Figuring Out TransactionScope

One of the things that came out of Tech Ed was TransactionScope (and the other things in the System.Transactions assembly) for distributed transactions. Prior to TransactionScope the only way of having a transaction span remote SQL connections was to use the System.EnterpriseServices pattern: derive a class from ServicedComponent, mark it with Transaction and AutoComplete attibutes, install the component into Component Services and you're done!

This is a pattern I'm very familiar with, but I don't need to tell those of you that use it how much trouble it quickly becomes. But for those of you that don't, here's a few of my pet peeves:

  • During development a COM+ Server application will run outside of the debugger, so you have to explicitly tell Visual Studio to attach to the dllhost.exe process if you want to debug the code within it.
  • The ASP.Net user that web applications run under don't have the permissions to lazy load the component as it's needed, so you have to either run impersonated as another user, or add a post build event into your project to manually call into Regsvcs every time your assembly changes.
  • Deployment is difficult as the COM+ components have to be installed (which seems to take longer on each install)
  • Tests using the components are slow as they have to be registered before they are run
  • Transactions are declared at a class level, which means if you want to go from no transaction to required, to requires new, you have to create 3 classes and figure out a way of chaining them together in the way you want.
In short, COM+ is a pain that I've had ill feelings towards for a while, but there seemed no alternative for what we need.

Until now that is.

Using TransactionScope certainly seems as simple as is documented, and it does have a performance increase over COM+ (from the limited tests that I've done).
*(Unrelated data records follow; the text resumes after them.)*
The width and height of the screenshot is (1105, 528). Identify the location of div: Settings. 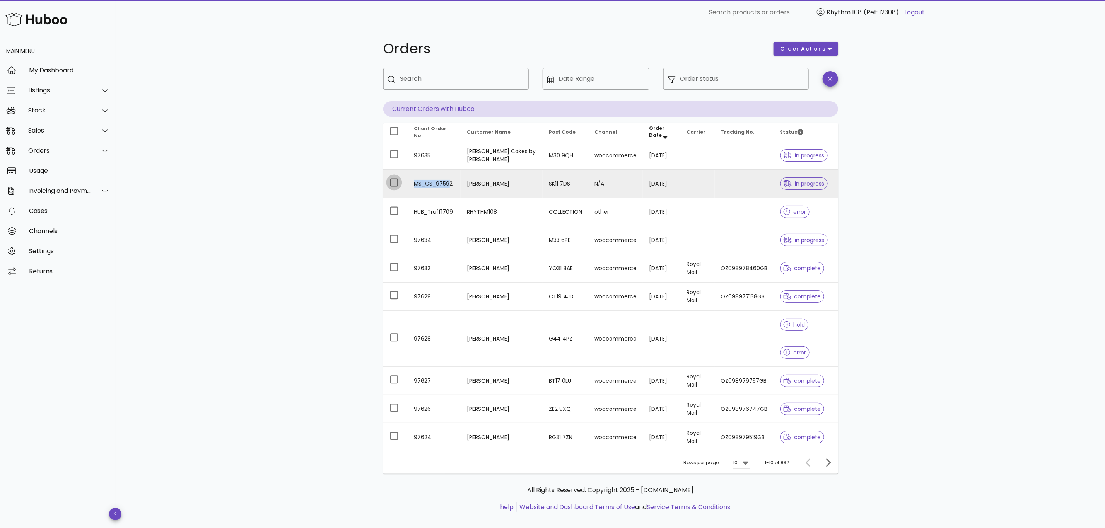
(69, 251).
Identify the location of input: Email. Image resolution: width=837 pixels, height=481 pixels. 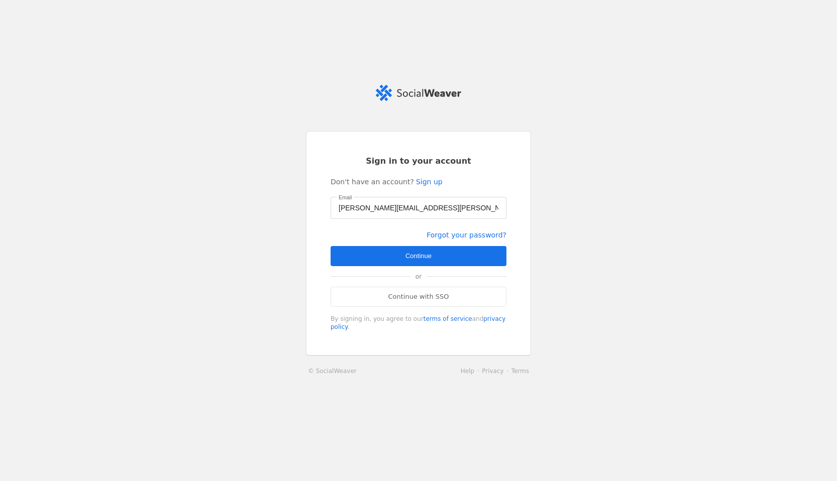
(419, 208).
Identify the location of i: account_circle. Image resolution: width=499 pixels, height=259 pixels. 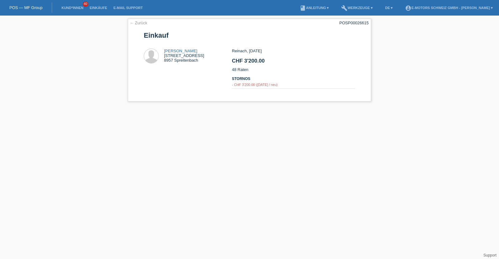
(408, 8).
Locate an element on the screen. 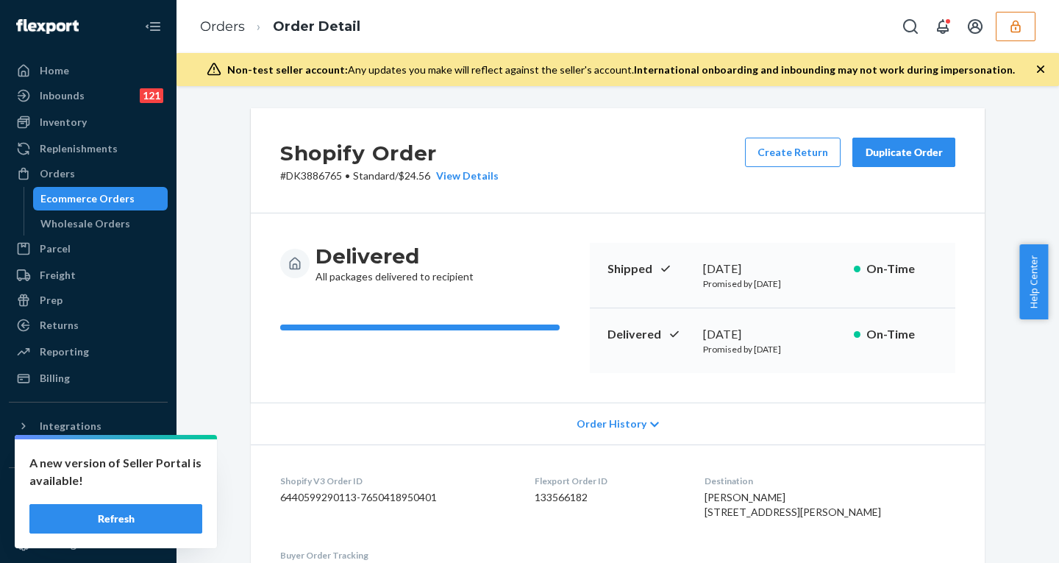 The width and height of the screenshot is (1059, 563). a: Home is located at coordinates (88, 71).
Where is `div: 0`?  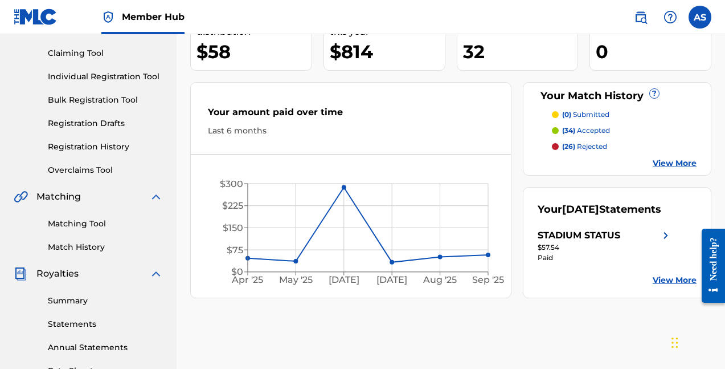 div: 0 is located at coordinates (653, 51).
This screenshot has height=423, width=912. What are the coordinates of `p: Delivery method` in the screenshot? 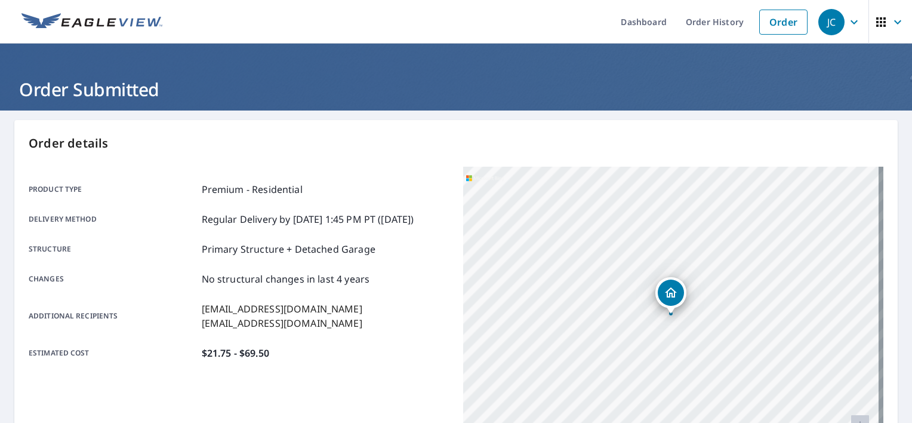 It's located at (113, 219).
The transaction management seems faster and we're not calling into another process to do the work like I think we do with COM+.
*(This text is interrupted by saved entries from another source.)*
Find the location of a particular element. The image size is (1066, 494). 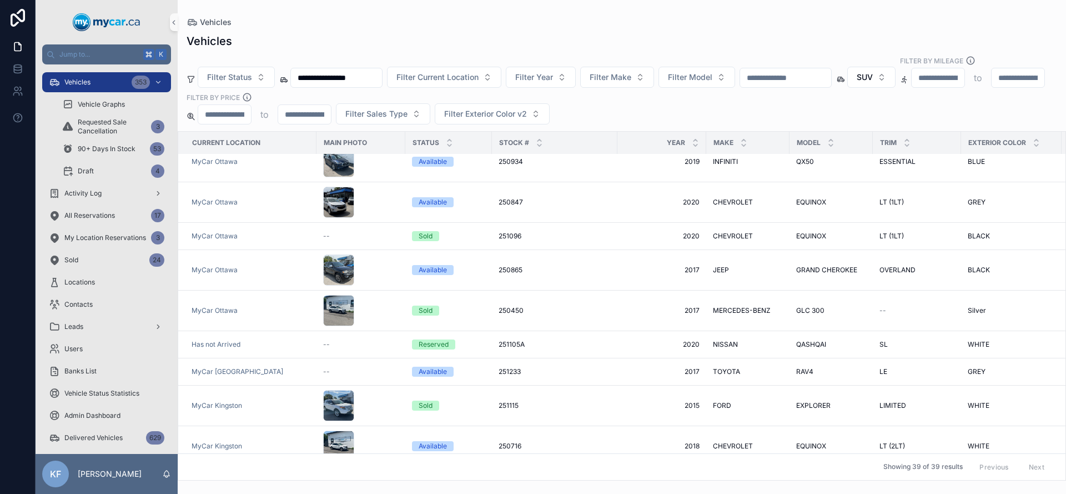

span: QASHQAI is located at coordinates (811, 344).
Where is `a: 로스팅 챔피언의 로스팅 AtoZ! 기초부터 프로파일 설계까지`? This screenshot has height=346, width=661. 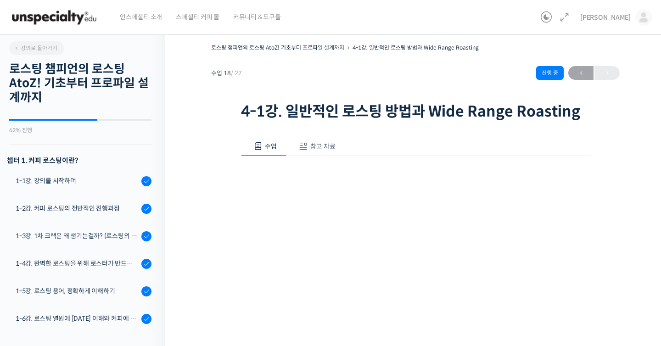 a: 로스팅 챔피언의 로스팅 AtoZ! 기초부터 프로파일 설계까지 is located at coordinates (278, 47).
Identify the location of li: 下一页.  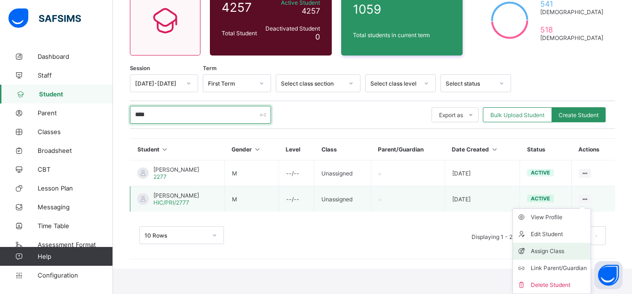
(596, 236).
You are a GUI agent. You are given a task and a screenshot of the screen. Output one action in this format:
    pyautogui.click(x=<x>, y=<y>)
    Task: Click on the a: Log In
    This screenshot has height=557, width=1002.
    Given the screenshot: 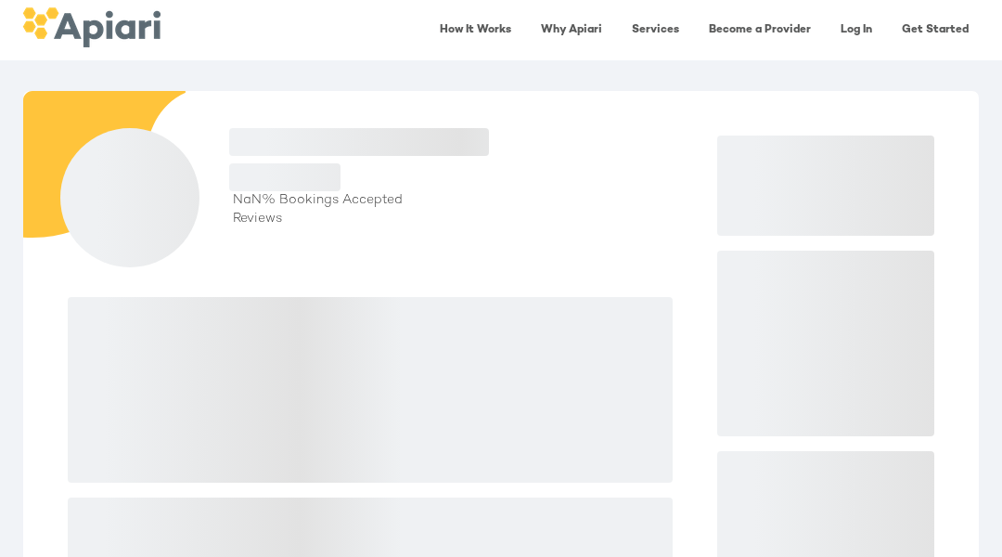 What is the action you would take?
    pyautogui.click(x=857, y=30)
    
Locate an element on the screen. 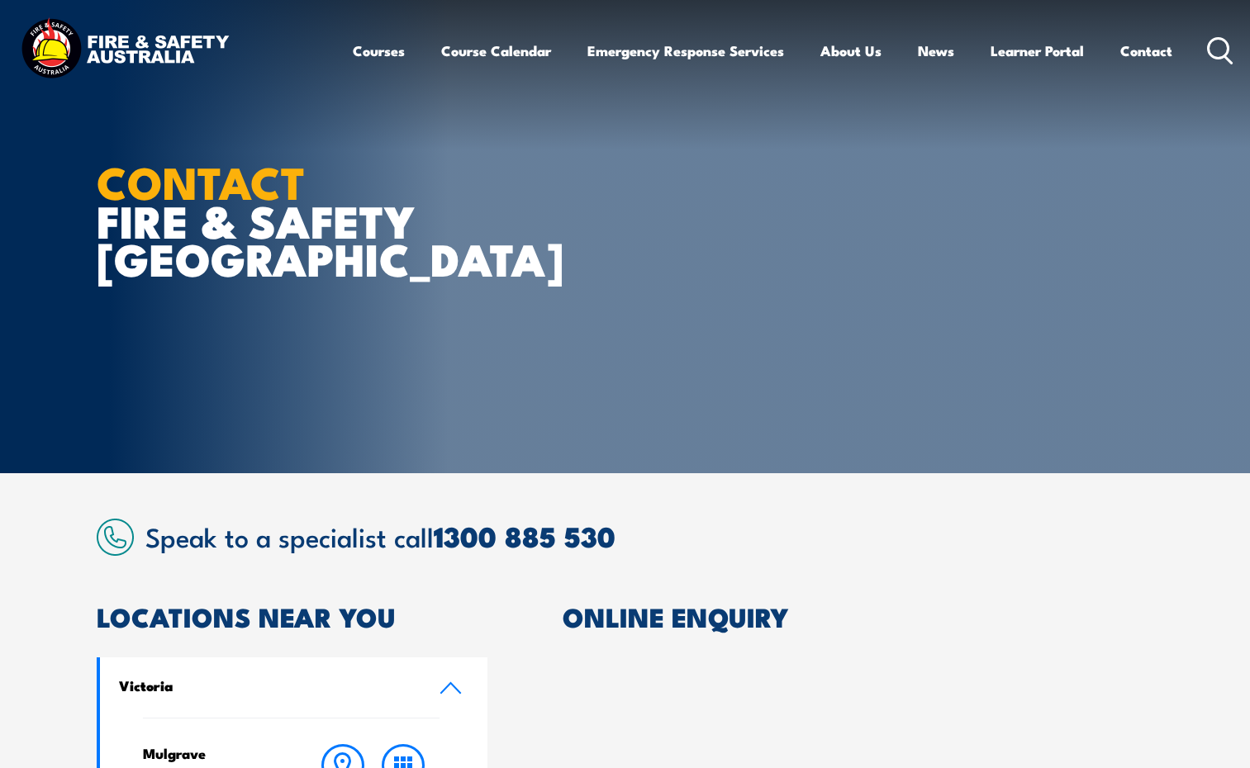 This screenshot has width=1250, height=768. a: News is located at coordinates (936, 50).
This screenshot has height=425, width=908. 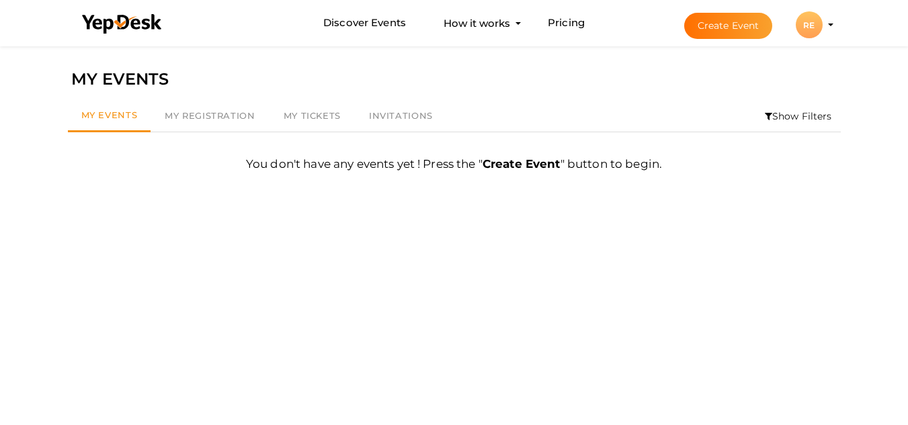 What do you see at coordinates (401, 116) in the screenshot?
I see `span: Invitations` at bounding box center [401, 116].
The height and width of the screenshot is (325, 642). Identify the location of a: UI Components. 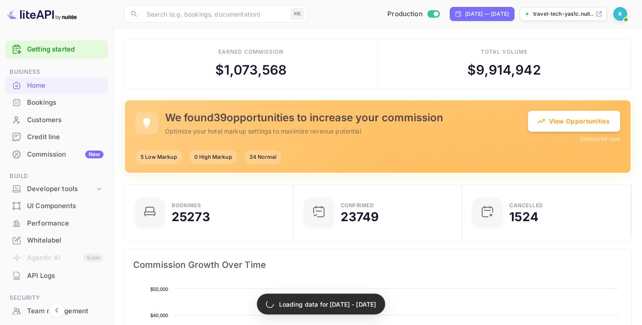
(56, 206).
A couple of things I found though, that do seem quite reasonable:
  • The TransactionScope needs to be instantiated before the object that will be controlling your transaction, so you need to create a scope before you create a SqlConnection
  • You don't seem to be able to enlist in a new SqlTransaction inside of a required scope and have that SqlTransaction commit separately from the ambient transaction. However, you can create a new connection inside a new scope declared with a Suppress TransactionScopeOption
Which do seem quite reasonable, if you understand that they will happen. Although, I'm not convinced I've fully explored the options available to me for the second point. If anyone knows if this is actually the case then please let me know.

But for now it looks like TransactionScope executes faster than using COM+, and it looks to be easier to develop as well.